Parasitic worms help Professor Clarissa Prazeres da Costa and her team better understand the human immune system in order to find solutions to global health problems.
Why do blood clots develop in the first place—and why do they tend to recur? LMU researcher Konstantin Stark believes that the answers lie in the immune system.
At RCI, the Regensburg Center for Interventional Immunology, international research groups develop immunotherapies and cellular therapies in order to help treating patients suffering from tumors, chronic inflammation or autoimmunity.
From junior research group leader to full professor and spokesperson of the Research Center for Infectious Diseases (ZINF) at the University of Würzburg. This is the scientific career path of Cynthia Sharma.
Luca Gattinoni and Matthias Edinger from the Leibniz Institute for Immunotherapy (LIT) and University Hospital Regensburg (UKR) have received a 2.6 million euro grant from the German Cancer Aid. The funding will support an innovative clinical study using stem-like CAR T cells to treat patients with advanced lymphomas.
Professor Isabel Roditi has been awarded an ERC Advanced Grant to further strengthen her outstanding research into the pathogen that causes sleeping sickness. She intends to carry out her research at the University of Würzburg.
ERC Advanced Grant for Bernhard Nieswandt Prof. Dr. Bernhard Nieswandt has been awarded a prestigious ERC Advanced Grant worth 2.5 million euros by the European Research Council for his research on a cellular mechanism in blood platelets that appears to play a crucial role in inflammatory diseases.
Immune cells must learn not to attack the body itself. A team of researchers from the Technical University of Munich (TUM) and the Ludwig Maximilian University of Munich (LMU) has discovered a previously unknown mechanism behind this: other immune cells, the B cells, contribute to the "training" of the T cells in the thymus gland. If this process fails, autoimmune diseases can develop. The study confirms this for Neuromyelitis optica, a disease similar to Multiple Sclerosis. Other autoimmune diseases may be linked to the failure of this new mechanism as well.
After stem cell transplantation, the donated immune cells sometimes attack the patients' bodies. This is known as graft versus host disease or GvHD. Researchers at the Technical University of Munich (TUM) and the Universitätsklinikum Regensburg (UKR) have shown that GvHD is much less common when certain microbes are present in the gut. In the future, it may be possible to deliberately bring about this protective composition of the microbiome.
In order for immune cells to do their job, they need to know against whom they should direct their attack. Research teams at the University of Würzburg have identified new details in this process.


* [Problem]:
Among the entries below, please show each line that carries the word "ffffff".

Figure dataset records

*** Block opens ***

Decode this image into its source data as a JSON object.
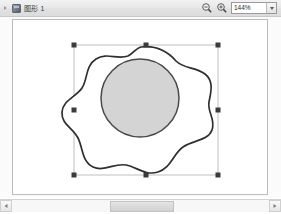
{
  "window": {
    "title": "图形 1",
    "document_icon": "document-icon",
    "expander_icon": "chevron-right-icon"
  },
  "toolbar": {
    "zoom_out_label": "zoom-out",
    "zoom_in_label": "zoom-in",
    "zoom_level": "144%",
    "zoom_dropdown_icon": "chevron-down-icon"
  },
  "canvas": {
    "background_color": "#ffffff",
    "page_border_color": "#bcbcbc",
    "shape": {
      "name": "blob-outline",
      "stroke_color": "#2f2f2f",
      "fill_color": "#ffffff",
      "stroke_width": 1.6
    },
    "inner_circle": {
      "name": "inner-circle",
      "fill_color": "#d4d4d4",
      "stroke_color": "#4a4a4a",
      "center_x": 127,
      "center_y": 78,
      "radius": 39
    },
    "selection": {
      "name": "selection-box",
      "line_color": "#b5b5b5",
      "handle_color": "#3b3b3b",
      "left": 61,
      "top": 25,
      "right": 205,
      "bottom": 155,
      "handle_count": 8
    }
  },
  "scrollbar": {
    "left_button_icon": "arrow-left-icon",
    "right_button_icon": "arrow-right-icon",
    "thumb_position_percent": 38,
    "thumb_width_percent": 25
  }
}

*** Block closes ***

* [Exercise response]:
    "background_color": "#ffffff",
      "fill_color": "#ffffff",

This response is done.